Local noise and smell patterns. Visit the property at different times of day and on different days of the week. What feels peaceful on a Tuesday afternoon can feel very different at 5am on a Friday when the nearby mosque amplifies sound through narrow stone alleys.
Who actually manages the building works. If you’re not based in Marrakech, you need someone on the ground managing your renovation contractor. Remote management of medina construction projects almost always leads to delays, cost overruns, and quality problems.
A Quick Comparison: What Smooth Deals Look Like vs. Problematic Ones
| Situation | Green Flag | Red Flag |
|---|---|---|
| Title type | Titre Foncier already registered | Melkia with no plans to convert |
| Seller | Single owner or all heirs clearly identified | Vague about who else has a claim |
| Permits | Clean municipal records | Unauthorized additions already built |
| Timeline | Seller comfortable with due diligence | Pressure to close quickly |
| Payment | Full amount through official banking | Requests for partial cash payment |
| Renovation history | Permitted works with receipts | “We did it ourselves, no permits needed” |
My Honest Conclusion
None of these mistakes are unique to Marrakech. But the specific shape they take here, the title system, the inheritance law, the heritage restrictions, the banking rules, is different from what most foreign buyers have dealt with before.
The people who buy successfully in Marrakech aren’t necessarily more experienced than the ones who run into problems. They’re just more willing to slow down, hire the right people, and ask the uncomfortable questions before they sign.
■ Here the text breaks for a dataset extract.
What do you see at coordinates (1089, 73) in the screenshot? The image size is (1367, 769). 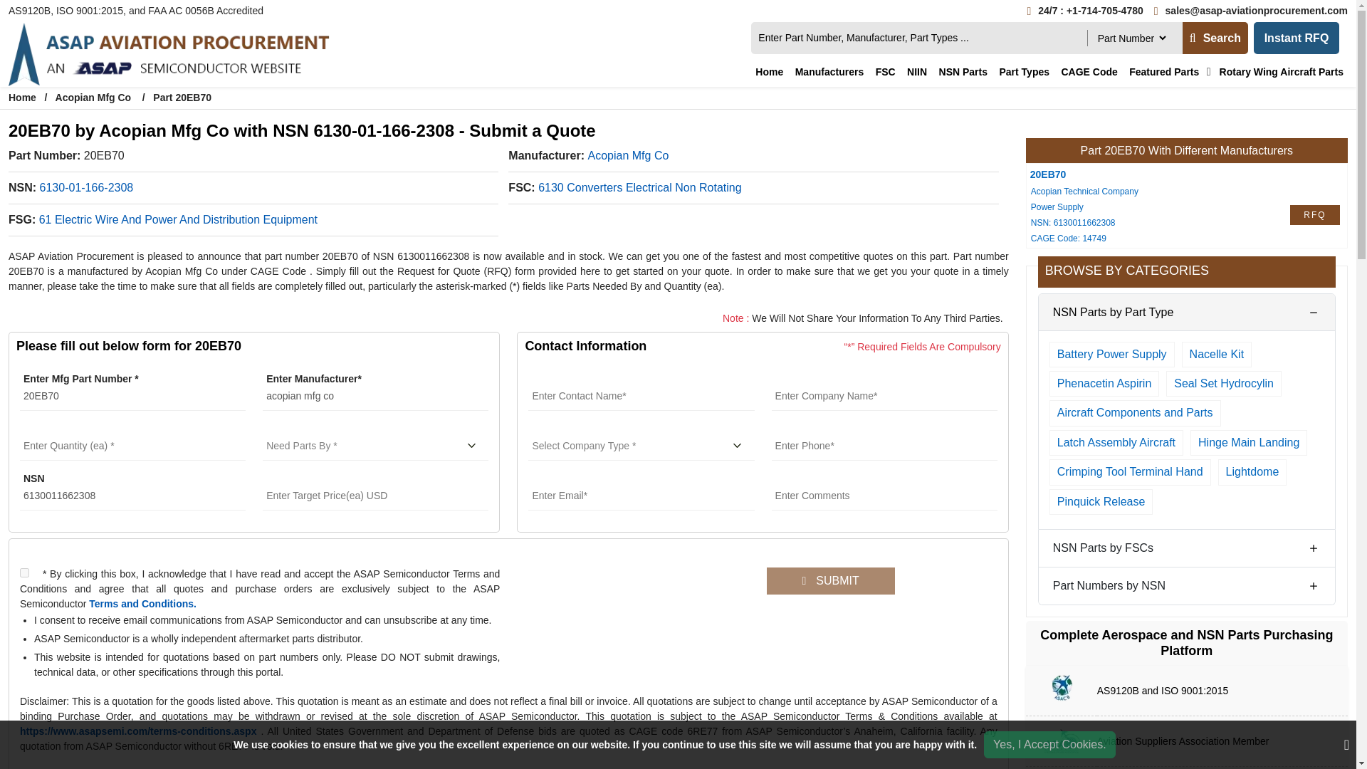 I see `CAGE Code` at bounding box center [1089, 73].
Morocco is a genuinely excellent place to invest in property. Marrakech specifically has shown remarkable resilience as a market. The medina, for all its complications, offers something rare, real character and a depth of history you simply cannot find in newly built developments.
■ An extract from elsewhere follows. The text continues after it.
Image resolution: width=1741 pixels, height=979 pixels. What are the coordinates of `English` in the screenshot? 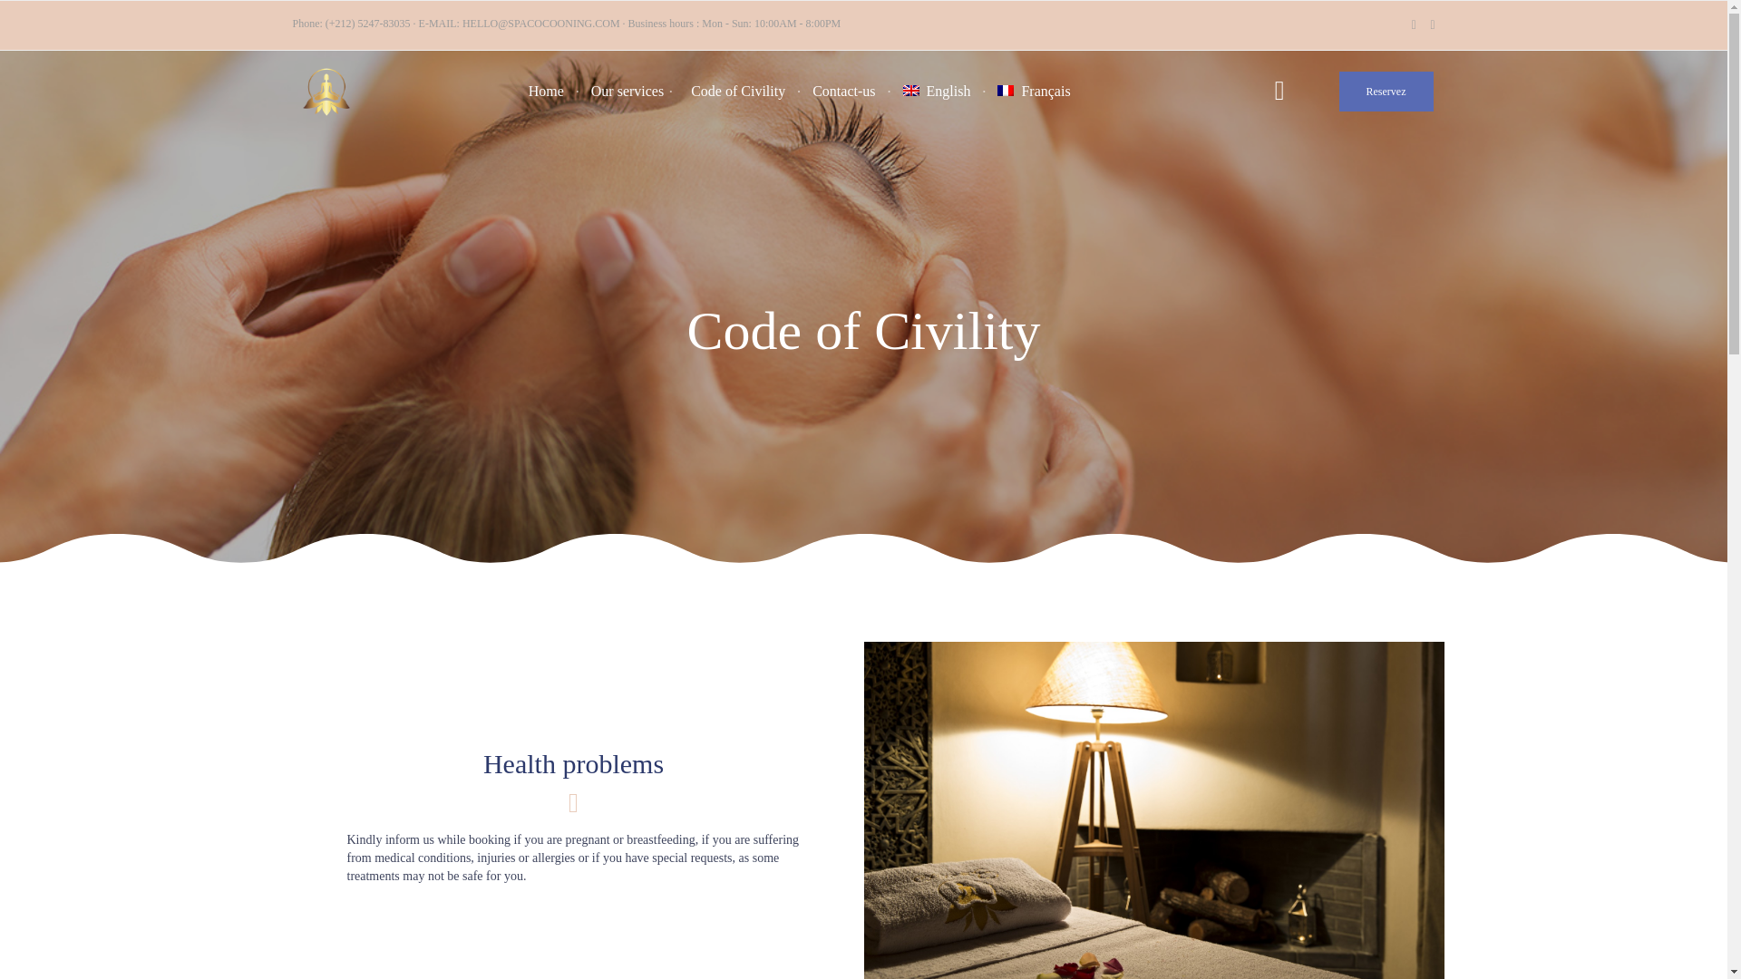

Go in with your eyes open. Hire people who are specifically working for you. Do not let excitement replace due diligence.
The beautiful courtyard will still be there after the heir investigation is complete.
FAQ: What Foreign Buyers Ask Most Often
Can a foreigner own 100% of a riad in Morocco? Yes. Morocco places no restrictions on foreign ownership percentages. You can own it outright. The key requirement is importing your purchase funds through official Moroccan banking channels.
Is it safe to buy a riad in Marrakech right now? Yes, with proper due diligence. The legal framework exists to protect buyers. The risk comes from skipping steps, not from the market itself.
How do I find a trustworthy independent lawyer in Marrakech? Ask your country’s embassy in Rabat for a recommended list of lawyers who handle real estate transactions for foreign nationals. Alternatively, contact the Casablanca Bar Association for referrals. Avoid using any lawyer that your selling agent recommends directly.
What is the minimum realistic budget for a riad purchase and renovation in the medina? For a small riad with a basic renovation, you’re realistically looking at €150,000 to €250,000 all in, including purchase price, transaction costs, and renovation. For anything larger or higher end, budget €400,000 and above.
How long does a riad purchase take from offer to completion? For a clean Titre Foncier property, around two to three months. For a property requiring heir investigation or title conversion, plan for six months or more. Anyone promising faster than this on a complex medina property is cutting corners somewhere.
Do I need to be physically present in Morocco to complete the purchase? No. You can grant power of attorney to your lawyer to represent you. But I would strongly recommend being present at least once during the due diligence process. There are things you notice in person that you simply cannot evaluate from abroad.